Pro Easy to find Jasmine tutorials for most MV* frameworks,
whilst Mocha is still considered the new kid on the block.
Pro Has a very readable and user-friendly syntax
Code readability is an important factor, if the application development involves multiple teams; if the testing team is unable to read your test cases then they won't be able to test it. Jasmine resolves this issue by providing developers with an extremely simple and "human-friendly" syntax.
Pro Allows both DOM-less as well as asynchronous testing
If you have some test cases that do not involve testing of DOM elements or events, those are exactly the ones where you want to use Jasmine. It'll provide smooth, simple and easy DOM-less testing of those test cases.
Pro Integrates very well with Ruby on Rails
The jasmine-rails gem allows you to run Jasmine specs in a browser (powered by Rails engine mounted into your application).
Pro Great looking test output
Pro Loads of options and create your own reports if needed
You can create your own reports as it can output the results in JSON. Not done it ourselves yet, but could be useful.

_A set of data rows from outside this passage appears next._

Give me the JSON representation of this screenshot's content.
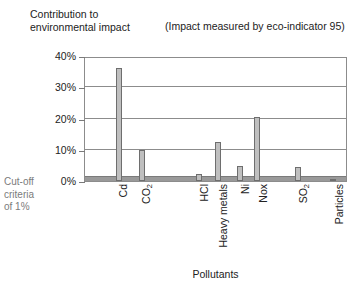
{
  "chart_data": {
    "type": "bar",
    "title": "Contribution to\nenvironmental impact",
    "subtitle": "(Impact measured by eco-indicator 95)",
    "xlabel": "Pollutants",
    "ylabel": "Contribution to environmental impact",
    "categories": [
      "Cd",
      "CO2",
      "HCl",
      "Heavy metals",
      "Ni",
      "Nox",
      "SO2",
      "Particles"
    ],
    "category_labels_html": [
      "Cd",
      "CO<sub>2</sub>",
      "HCl",
      "Heavy metals",
      "Ni",
      "Nox",
      "SO<sub>2</sub>",
      "Particles"
    ],
    "values": [
      36.3,
      9.8,
      2.4,
      12.6,
      4.9,
      20.4,
      4.4,
      0.8
    ],
    "x_positions_pct": [
      13.0,
      21.8,
      43.8,
      51.0,
      59.5,
      66.0,
      81.5,
      95.2
    ],
    "ylim": [
      0,
      40
    ],
    "yticks": [
      0,
      10,
      20,
      30,
      40
    ],
    "ytick_labels": [
      "0%",
      "10%",
      "20%",
      "30%",
      "40%"
    ],
    "grid": true,
    "legend": "none",
    "annotation": "Cut-off\ncriteria\nof 1%",
    "cutoff_value": 1.5,
    "bar_fill": "#bfbfbf",
    "bar_edge": "#6e6e6e",
    "cutoff_color": "#999999",
    "grid_color": "#8c8c8c"
  }
}
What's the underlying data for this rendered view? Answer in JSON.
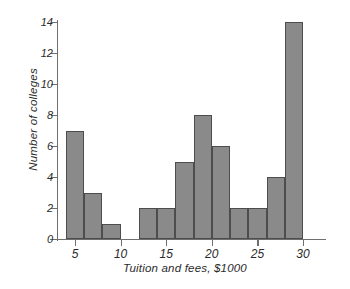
{
  "chart_data": {
    "type": "bar",
    "title": "",
    "subtitle": "",
    "xlabel": "Tuition and fees, $1000",
    "ylabel": "Number of colleges",
    "xlim": [
      3,
      31
    ],
    "ylim": [
      0,
      14
    ],
    "grid": false,
    "legend": null,
    "annotations": [],
    "bin_width": 2,
    "xticks": [
      5,
      10,
      15,
      20,
      25,
      30
    ],
    "xtick_labels": [
      "5",
      "10",
      "15",
      "20",
      "25",
      "30"
    ],
    "yticks": [
      0,
      2,
      4,
      6,
      8,
      10,
      12,
      14
    ],
    "ytick_labels": [
      "0",
      "2",
      "4",
      "6",
      "8",
      "10",
      "12",
      "14"
    ],
    "categories": [
      "4-6",
      "6-8",
      "8-10",
      "10-12",
      "12-14",
      "14-16",
      "16-18",
      "18-20",
      "20-22",
      "22-24",
      "24-26",
      "26-28",
      "28-30"
    ],
    "bin_starts": [
      4,
      6,
      8,
      10,
      12,
      14,
      16,
      18,
      20,
      22,
      24,
      26,
      28
    ],
    "values": [
      7,
      3,
      1,
      0,
      2,
      2,
      5,
      8,
      6,
      2,
      2,
      4,
      14
    ],
    "bar_fill_color": "#8a8a8a",
    "bar_edge_color": "#4d4d4d",
    "axis_color": "#6f6f6f",
    "text_color": "#2b2b2b",
    "background_color": "#ffffff"
  }
}
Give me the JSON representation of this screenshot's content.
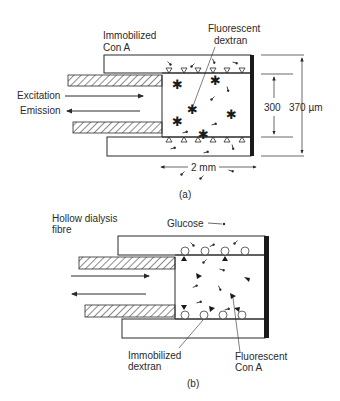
{
  "panel_a": {
    "caption": "(a)",
    "label_immobilized_line1": "Immobilized",
    "label_immobilized_line2": "Con A",
    "label_fluorescent_line1": "Fluorescent",
    "label_fluorescent_line2": "dextran",
    "label_excitation": "Excitation",
    "label_emission": "Emission",
    "dim_inner": "300",
    "dim_outer": "370 µm",
    "dim_length": "2 mm"
  },
  "panel_b": {
    "caption": "(b)",
    "label_fibre_line1": "Hollow dialysis",
    "label_fibre_line2": "fibre",
    "label_glucose": "Glucose",
    "label_immobilized_line1": "Immobilized",
    "label_immobilized_line2": "dextran",
    "label_fluorescent_line1": "Fluorescent",
    "label_fluorescent_line2": "Con A"
  },
  "colors": {
    "ink": "#2a2a2a",
    "background": "#ffffff"
  }
}
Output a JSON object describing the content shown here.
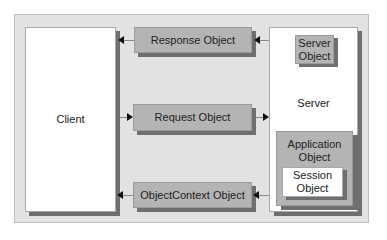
{
  "diagram": {
    "client": {
      "label": "Client"
    },
    "server": {
      "label": "Server"
    },
    "connectors": [
      {
        "label": "Response Object",
        "direction": "to-client"
      },
      {
        "label": "Request Object",
        "direction": "to-server"
      },
      {
        "label": "ObjectContext Object",
        "direction": "to-client"
      }
    ],
    "server_objects": {
      "server_object": {
        "line1": "Server",
        "line2": "Object"
      },
      "application_object": {
        "line1": "Application",
        "line2": "Object"
      },
      "session_object": {
        "line1": "Session",
        "line2": "Object"
      }
    },
    "colors": {
      "background": "#e2e2e2",
      "object_fill": "#b4b4b4",
      "shadow": "#6f6f6f",
      "box": "#ffffff"
    }
  }
}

Pro Powerful implementation of the Gherkin Spec
Cons
Con Maintainers are not very responsive to pull requests
Pivotal aren't responsive to pull requests, though they have made repo changes within < 3 months
Con Not great for Teams that don't value testing
As this takes more effort (ie you need to think harder about the test/spec) to write good tests. We found some team members didn't like it. If your team thinks tests are a tax, better to go with a simpler option like mocha.
Con To get maximum benefit need to write using Gherkin
The Gherkin language is a lot more verbose than what devs are used to writing in.